Into the Woods
Maria A. Windell
University of Colorado, Boulder
The call for this edition of the “Just Teach One” series went out as I was finalizing an “American Novel” syllabus, which was set to open with Charlotte Temple, Wieland, and The Last of the Mohicans. There was nothing too shocking in this framing, which would ask students to think about genre and the tensions between nation’s matriarchal and patriarchal founding literary narratives. But the “Just Teach One” text St. Herbert, A Tale sounded like a perfect bridge from Rowson to Brown and Cooper: a gothic-sentimental novella with an isolated sylvan setting, about “generational tensions surrounding the issue of companionate marriage,” and featuring “an extended portrait of an elderly Cayuga man likely modeled on Logan”? Yes, please! My intention was to use the novella to link questions of sentiment, consent, and companionate marriage to the nation’s gothic (and) American Indian landscapes.
In part because I was using the novella to set the stage for Wieland and The Last of the Mohicans and in part because I wanted to give the students some context for thinking about the character of Ludono, I opened our class on St. Herbert with a brief lecture on the Logan figure in Jefferson’s Notes on the State of Virginia. The students wanted to talk about Ludono—but they were most interested in how his and St. Herbert’s narratives gothicize and re-gender the emotional excesses of Charlotte Temple’s sentimentalism. (In the future I would love to teach “Anna’s” novella in a transatlantic sentimentalism class, where it could be placed alongside not only Charlotte Temple and The Coquette but also Henry Mackenzie’s The Man of Feeling.) My students particularly emphasized St. Herbert’s lack of control (emotionally and patriarchally), Maurisson’s repentance, and Julius’s suicide.
As with other “Just Teach One” texts, the novella also raises questions of filial piety. My students argued that if the “lesson” of Charlotte Temple is for “the young and thoughtless of the fair sex”—to avoid seduction—then the “lesson” of St. Herbert regards parental guidance. In the novella, they observed, parental guidance and interference go equally awry; the narrative shows that parental strictness leads to misunderstandings and unnecessary tragedy. Some students argued that St. Herbert should simply have listened to his father from the start, but the class also noted what vastly different fates befell men (as opposed to women) who refused to heed a parent’s advice.
Following our discussion students had two further opportunities to engage with St. Herbert: in the first paper and during the final essay exam. The portion of the exam including St. Herbert was a passage identification requiring a paragraph explication. As our class meeting had focused on questions of filial piety, I provided students with the scene in which St. Herbert initially resists his father’s request to marry “the fair daughter of [his] friend Bentley” (7). Many emphasized this scene as continuous with the sentimentalism of Charlotte Temple; some went another step, noting the issue of consent in the early Republic.
The papers were, for me, the most interesting aspect of this project. Only a handful of students decided to take on St. Herbert, but those who did took intriguing approaches. One traced a series of binaries through the novella: wild/civilized, young/old, bliss/melancholy. She argued that these binaries become more and more difficult to deconstruct as the characters in the novella move away from the city and into the New York woods. Another student took up the idea of Ludono as a representative of American Indian culture in the narrative, pairing St. Herbert with The Last of the Mohicans to argue that both texts engage in the discourse of the noble savage to validate colonization of the Americas: Ludono, like the Mohicans of Cooper’s novel, is a worthy companion because he would have been a worthy adversary, and though he has been “tamed” by his grief he shares his knowledge “from nature” with St. Herbert.
Both of these papers offer possible models for future class discussions on St. Herbert. The second in particular suggests that discussions on the novella might be most fruitful were students to read it after both Charlotte Temple and The Last of the Mohicans; if and when I teach this set of texts again I will reorder the syllabus to allow for this. Even as a bridge between Rowson’s and Cooper’s novels, the text was great fun to teach and my students did a great job talking about it.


Your instructions
Output the entries word for word. Omit images.

[Data excerpts]
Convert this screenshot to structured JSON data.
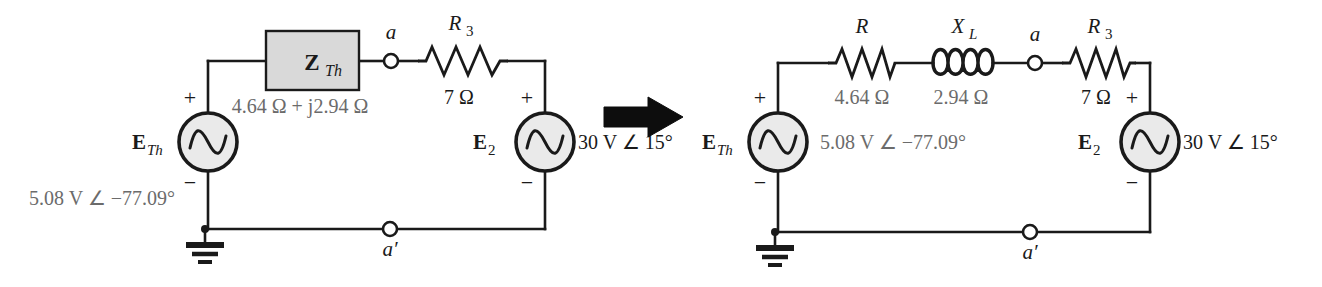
{
  "figure": {
    "type": "electrical-circuit-diagram",
    "transform_arrow": "arrow-right"
  },
  "colors": {
    "wire": "#1a1a1a",
    "component_fill": "#d9d9d9",
    "node_fill": "#ffffff",
    "value_gray": "#6b6b6b",
    "text_black": "#1a1a1a",
    "background": "#ffffff"
  },
  "left_circuit": {
    "name": "thevenin-block-circuit",
    "source_eth": {
      "symbol_label": "E",
      "symbol_sub": "Th",
      "value": "5.08 V ∠ −77.09°",
      "plus": "+",
      "minus": "−"
    },
    "impedance_block": {
      "symbol_label": "Z",
      "symbol_sub": "Th",
      "value": "4.64 Ω  +  j2.94 Ω"
    },
    "resistor_r3": {
      "symbol_label": "R",
      "symbol_sub": "3",
      "value": "7 Ω"
    },
    "source_e2": {
      "symbol_label": "E",
      "symbol_sub": "2",
      "value": "30 V ∠ 15°",
      "plus": "+",
      "minus": "−"
    },
    "node_a": "a",
    "node_a_prime": "a′",
    "ground": "ground-symbol"
  },
  "right_circuit": {
    "name": "expanded-series-circuit",
    "source_eth": {
      "symbol_label": "E",
      "symbol_sub": "Th",
      "value": "5.08 V ∠ −77.09°",
      "plus": "+",
      "minus": "−"
    },
    "resistor_r": {
      "symbol_label": "R",
      "symbol_sub": "",
      "value": "4.64 Ω"
    },
    "inductor_xl": {
      "symbol_label": "X",
      "symbol_sub": "L",
      "value": "2.94 Ω"
    },
    "resistor_r3": {
      "symbol_label": "R",
      "symbol_sub": "3",
      "value": "7 Ω"
    },
    "source_e2": {
      "symbol_label": "E",
      "symbol_sub": "2",
      "value": "30 V ∠ 15°",
      "plus": "+",
      "minus": "−"
    },
    "node_a": "a",
    "node_a_prime": "a′",
    "ground": "ground-symbol"
  }
}
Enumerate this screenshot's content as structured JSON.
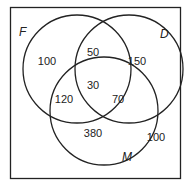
{
  "diagram": {
    "type": "venn",
    "sets": [
      {
        "name": "F",
        "label": "F"
      },
      {
        "name": "D",
        "label": "D"
      },
      {
        "name": "M",
        "label": "M"
      }
    ],
    "regions": {
      "F_only": "100",
      "D_only": "150",
      "M_only": "380",
      "F_and_D_only": "50",
      "F_and_M_only": "120",
      "D_and_M_only": "70",
      "F_and_D_and_M": "30",
      "outside": "100"
    },
    "colors": {
      "stroke": "#222222",
      "background": "#ffffff"
    }
  }
}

Worked solution
Convert this screenshot to structured JSON data.
{
  "figure": {
    "type": "electrical-circuit-diagram",
    "transform_arrow": "arrow-right"
  },
  "colors": {
    "wire": "#1a1a1a",
    "component_fill": "#d9d9d9",
    "node_fill": "#ffffff",
    "value_gray": "#6b6b6b",
    "text_black": "#1a1a1a",
    "background": "#ffffff"
  },
  "left_circuit": {
    "name": "thevenin-block-circuit",
    "source_eth": {
      "symbol_label": "E",
      "symbol_sub": "Th",
      "value": "5.08 V ∠ −77.09°",
      "plus": "+",
      "minus": "−"
    },
    "impedance_block": {
      "symbol_label": "Z",
      "symbol_sub": "Th",
      "value": "4.64 Ω  +  j2.94 Ω"
    },
    "resistor_r3": {
      "symbol_label": "R",
      "symbol_sub": "3",
      "value": "7 Ω"
    },
    "source_e2": {
      "symbol_label": "E",
      "symbol_sub": "2",
      "value": "30 V ∠ 15°",
      "plus": "+",
      "minus": "−"
    },
    "node_a": "a",
    "node_a_prime": "a′",
    "ground": "ground-symbol"
  },
  "right_circuit": {
    "name": "expanded-series-circuit",
    "source_eth": {
      "symbol_label": "E",
      "symbol_sub": "Th",
      "value": "5.08 V ∠ −77.09°",
      "plus": "+",
      "minus": "−"
    },
    "resistor_r": {
      "symbol_label": "R",
      "symbol_sub": "",
      "value": "4.64 Ω"
    },
    "inductor_xl": {
      "symbol_label": "X",
      "symbol_sub": "L",
      "value": "2.94 Ω"
    },
    "resistor_r3": {
      "symbol_label": "R",
      "symbol_sub": "3",
      "value": "7 Ω"
    },
    "source_e2": {
      "symbol_label": "E",
      "symbol_sub": "2",
      "value": "30 V ∠ 15°",
      "plus": "+",
      "minus": "−"
    },
    "node_a": "a",
    "node_a_prime": "a′",
    "ground": "ground-symbol"
  }
}
Enumerate this screenshot's content as structured JSON.
{
  "diagram": {
    "type": "venn",
    "sets": [
      {
        "name": "F",
        "label": "F"
      },
      {
        "name": "D",
        "label": "D"
      },
      {
        "name": "M",
        "label": "M"
      }
    ],
    "regions": {
      "F_only": "100",
      "D_only": "150",
      "M_only": "380",
      "F_and_D_only": "50",
      "F_and_M_only": "120",
      "D_and_M_only": "70",
      "F_and_D_and_M": "30",
      "outside": "100"
    },
    "colors": {
      "stroke": "#222222",
      "background": "#ffffff"
    }
  }
}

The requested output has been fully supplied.